Sorry SecondLife
Ok, I admit, I have forgotten all about SecondLife, Linden Dollars and avatars in my recent research on social media.
In a class called collaboration at Uni three years ago I visited another 3D-world, and today (after being ticked off by a colleague) i joined SecondLife and now officially have an avatar called TigerOfNorway Riddler (why do you have to choose last name on your avatar, and why on earth do I need to type the choosen last name when logging in??) and I did some quick discoveries listed below.
People. What stroke me first was that there was actually quite a few people (yeah yeah, avatars, or what ever) in there. And I have heard that some Norwegian companies are establishing themselves there, but could not find them – how are you navigating this anyway? Eventually I found a way to search, but at first it gave me only web page hits. I learned to teleport after about four minutes.
Content and learning. My colleague said that content is moving away from gaming (if it ever was there) and more towards big and small companies establishing themself there, running electronic meetings in there, and sharing content in there. I have not had the time to discover this properly yet, but will eventually. My biggest question though, is how this will ever compete with Google + Wikipedia – there is no way I can see more content quicker in SL, then I can by searching and reading Wikipedia. Maybe the learning and illustration example will do the trick here but is that really enough?
Avatars. Not long ago, I saw something about us designing computers to more or less replace humans, rather than augment them. I think the entire SecondLife smells of this life replacement a little bit and is still skeptical. Compared to video conference where people is unable to do anything but look either at you when they talk and they expierience you looking down on them or the other way around (see “the problem with video conferencing“) however, I believe avatars actually improve collaboration, avareness and the conference expierience.
The world loads slowly. Last time I visited a 3D world was at University as stated above. My expirience then was reduced by the fact that it loaded slowly. And so did SL today. I was sitting at work at relatively proper lines, but still things moved slowly and lagged a lot. I also had trouble zooming on details. This bugged me quickly.

Now that was four cents from me. Hopefully I will overcome some of these on my next visit. Until then, I stick to Vyew, Skype and MOSS 2007. Any comments to my SL opinions? How is secondlife going to be really useful and take on?
Best regards,
TigerOfNorway Riddler
Newbie in SL
Filed under: On collaboration, On entrepreneurship, On social media | 2 Comments
In my opinion Second Life is merely a hype, just like all those that came before it. My first venture into a non-game 3D virtual world were with the first of its kind, namely ActiveWorlds in 1995, which is actually still running! While awesome at the time it wasn’t really useful for much, and the crux is that since then not much have really improved when it comes to actual user-value in these worlds.

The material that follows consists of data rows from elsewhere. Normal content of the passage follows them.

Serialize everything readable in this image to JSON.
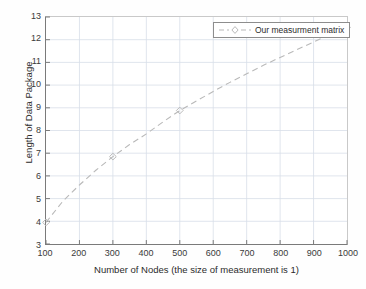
{
  "chart_data": {
    "type": "line",
    "title": "",
    "subtitle": "",
    "xlabel": "Number of Nodes (the size of measurement is 1)",
    "ylabel": "Length of Data Package",
    "xlim": [
      100,
      1000
    ],
    "ylim": [
      3,
      13
    ],
    "xticks": [
      100,
      200,
      300,
      400,
      500,
      600,
      700,
      800,
      900,
      1000
    ],
    "yticks": [
      3,
      4,
      5,
      6,
      7,
      8,
      9,
      10,
      11,
      12,
      13
    ],
    "grid": true,
    "legend_position": "top-right-inside",
    "series": [
      {
        "name": "Our measurment matrix",
        "color": "#b9b9b9",
        "linestyle": "dashed",
        "marker": "diamond",
        "x": [
          100,
          300,
          500,
          1000
        ],
        "y": [
          3.95,
          6.85,
          8.88,
          12.55
        ],
        "curve_x": [
          100,
          150,
          200,
          250,
          300,
          350,
          400,
          450,
          500,
          550,
          600,
          650,
          700,
          750,
          800,
          850,
          900,
          950,
          1000
        ],
        "curve_y": [
          3.95,
          4.88,
          5.6,
          6.26,
          6.85,
          7.38,
          7.85,
          8.38,
          8.88,
          9.3,
          9.72,
          10.12,
          10.5,
          10.87,
          11.22,
          11.56,
          11.9,
          12.23,
          12.55
        ]
      }
    ]
  },
  "legend": {
    "entries": [
      {
        "label": "Our measurment matrix",
        "marker": "diamond-marker-icon"
      }
    ]
  },
  "colors": {
    "series": "#b9b9b9",
    "grid": "#d8dee8",
    "axis": "#7a7a7a",
    "text": "#2b2b2b",
    "background": "#ffffff"
  }
}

However despite this they have all been important, because each generation of such worlds provides experiences and furthers knowledge that helps improve them towards something that can be truly world changing in the future. As far as I have gathered, Second Life’s most important contribution to this development is their real-life experiments with “real” virtual-money, the infamous Linden Dollars.
While this experiment with an independent economic system are absolutely crucial to the success of further development and commercialization in this space, virtual worlds are still a work in progress. One day a virtual world will definitively take the world by storm, but I am very certain that it won’t happen soon and even more so that it won’t be Second Life.
Another wannabe of note however is the Sony Playstation@Home world available with the new PS3. It is beautifully rendered and fairly responsive too, and there are tons of people running around. Chatting is a bit awkward for those relying on the game-controller of course, but I simply love the in-world games ranging from chess and checkers to a virtual bowling alley, and of course dancing! I’m almost ashamed to say that I’ve spent more time playing Chess in Playstation@Home than I have on the full-blown console games I’ve bought!
ActiveWorlds! That was it! Thanks for reminding me of that more dreadful exprience and adding the “real” virtual money element.